Chris' take on "Terminator Salvation"
If you can still keep the time-space continuum for the "Terminator" franchise straight in your head, you must be a Nobel-winning astrophysicist.
With four movies now, a TV show (which was canceled on Monday) and original director James Cameron and star Arnold Schwarzenegger long departed from the scene, "Terminator Salvation" is the latest in a long line of endeavors to rejigger history's orderly march in the name of science fiction mayhem.
You'll remember that Arnie played a cyborg who travelled back from the future to kill the mother of John Connor, who would become the leader of the human resistance movement to Skynet, the machine hegemony. To fight the terminator, Connor sent a soldier named Kyle Reese, who knocked boots with mom and thus became Connor's own father.
The first movie made it very clear that the time machine was destroyed after Reese and the cyborg went through, but in subsequent iterations more and more terminators and human protectors have popped up, every one of them trying desperately to alter the future.
So in "Salvation," it is the future --- 2018, to be specific. And Skynet is now trying to change the past, by hunting down Reese, so Connor can't send him back in time to change the future, which is right now, but it might be a different now if they succeed.
Or something.
"Terminator Salvation" is the latest attempt to revive a moribund film franchise via pyrotechnics. There are so many explosions it seems the movie itself is combustible. Christian Bale, as John Connor, survives two separate helicopter crashes, two thermonuclear detonations and dozens of exploding cars, buildings and robots. One starts to expect random things to blow up during quiet dialogue scenes.
In the supporting roles, Anton Yelchin (who played Chekov in another recent franchise reboot, "Star Trek") is Kyle Reese; rapper/actor Common is Connor's right-hand man; Bryce Dallas Howard is Connor's very pregnant squeeze; Helena Bonham Carter is a Skynet flunky; and Moon Bloodgood (stage name, ya think?) is a hot pilot.
The x-factor is Marcus (Sam Worthington), a burly Aussie who we see executed in a prison in 1993. He wakes up in 2018 not knowing what happened to him, but now he has amazing physical abilities. Even a Nobel-winning astrophysicist's janitor can figure out that it's not Marcus' personality that is magnetic.
"Terminator Salvation" would operate pretty well if it was a standalone flick about humans battling robots in a post-apocalyptic wasteland. It's fast-paced and often exciting -- director Joseph McGinty Nichol (I refuse to call him by his asinine handle "McG") may be ham-handed at scenes where people just talk to each other, but the man knows how to stage action scenes.
Where the movie gets bogged down is in having to shoehorn itself into the limitations of the previous "Terminator" shows. Astute fans will be able to spot a half-dozen inconsistencies in the "Terminator" universe -- I know, because they were doing so after the screening I attended. ("Why don't the robots just kill Reese the minute they capture him?")
It's never good when your fan base knows more than you do.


Aim of the exercise: Count, in the entries below, the lines in which "name" occurs. Give the number, nothing more.

Dataset entries on figures
|---|
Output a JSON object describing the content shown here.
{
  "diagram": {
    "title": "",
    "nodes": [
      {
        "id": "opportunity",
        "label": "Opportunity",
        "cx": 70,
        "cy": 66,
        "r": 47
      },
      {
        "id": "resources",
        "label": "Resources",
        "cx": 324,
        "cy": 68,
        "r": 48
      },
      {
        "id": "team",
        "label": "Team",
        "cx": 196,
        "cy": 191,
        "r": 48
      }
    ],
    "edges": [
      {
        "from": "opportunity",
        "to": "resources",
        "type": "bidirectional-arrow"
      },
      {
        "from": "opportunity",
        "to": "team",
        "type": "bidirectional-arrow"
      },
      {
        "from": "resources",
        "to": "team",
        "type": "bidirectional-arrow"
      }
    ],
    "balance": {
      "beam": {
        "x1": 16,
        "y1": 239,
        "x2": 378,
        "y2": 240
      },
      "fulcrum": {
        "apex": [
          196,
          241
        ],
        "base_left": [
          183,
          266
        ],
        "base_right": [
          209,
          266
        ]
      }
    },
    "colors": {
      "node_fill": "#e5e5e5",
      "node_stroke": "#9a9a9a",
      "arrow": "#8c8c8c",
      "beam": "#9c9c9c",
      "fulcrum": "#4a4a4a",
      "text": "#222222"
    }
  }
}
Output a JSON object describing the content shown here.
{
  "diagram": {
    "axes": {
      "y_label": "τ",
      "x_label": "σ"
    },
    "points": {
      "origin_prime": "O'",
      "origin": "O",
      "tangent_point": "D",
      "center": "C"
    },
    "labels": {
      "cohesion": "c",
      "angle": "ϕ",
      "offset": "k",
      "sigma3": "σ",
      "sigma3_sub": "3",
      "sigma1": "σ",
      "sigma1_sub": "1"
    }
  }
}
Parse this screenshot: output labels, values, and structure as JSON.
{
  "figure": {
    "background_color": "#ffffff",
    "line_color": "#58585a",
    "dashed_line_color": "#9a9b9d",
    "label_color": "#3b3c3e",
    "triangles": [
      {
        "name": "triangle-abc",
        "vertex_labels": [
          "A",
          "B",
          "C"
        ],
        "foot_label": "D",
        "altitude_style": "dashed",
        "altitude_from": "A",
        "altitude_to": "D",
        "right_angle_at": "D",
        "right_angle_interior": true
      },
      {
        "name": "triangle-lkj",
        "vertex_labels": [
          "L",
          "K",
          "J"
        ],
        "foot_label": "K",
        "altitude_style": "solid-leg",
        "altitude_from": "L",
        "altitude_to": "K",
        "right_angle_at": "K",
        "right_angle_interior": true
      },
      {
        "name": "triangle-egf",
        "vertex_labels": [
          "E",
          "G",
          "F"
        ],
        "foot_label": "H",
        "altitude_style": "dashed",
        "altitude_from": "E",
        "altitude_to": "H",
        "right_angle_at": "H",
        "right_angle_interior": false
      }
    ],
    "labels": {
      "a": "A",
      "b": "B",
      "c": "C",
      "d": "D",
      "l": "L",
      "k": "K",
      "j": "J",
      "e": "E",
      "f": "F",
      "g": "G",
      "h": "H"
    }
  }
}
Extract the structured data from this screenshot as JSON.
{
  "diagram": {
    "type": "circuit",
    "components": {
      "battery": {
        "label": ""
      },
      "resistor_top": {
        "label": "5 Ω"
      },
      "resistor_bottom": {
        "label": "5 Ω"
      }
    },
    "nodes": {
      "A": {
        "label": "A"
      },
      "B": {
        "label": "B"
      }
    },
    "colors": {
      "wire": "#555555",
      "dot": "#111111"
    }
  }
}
|---|
Solved exercise: 3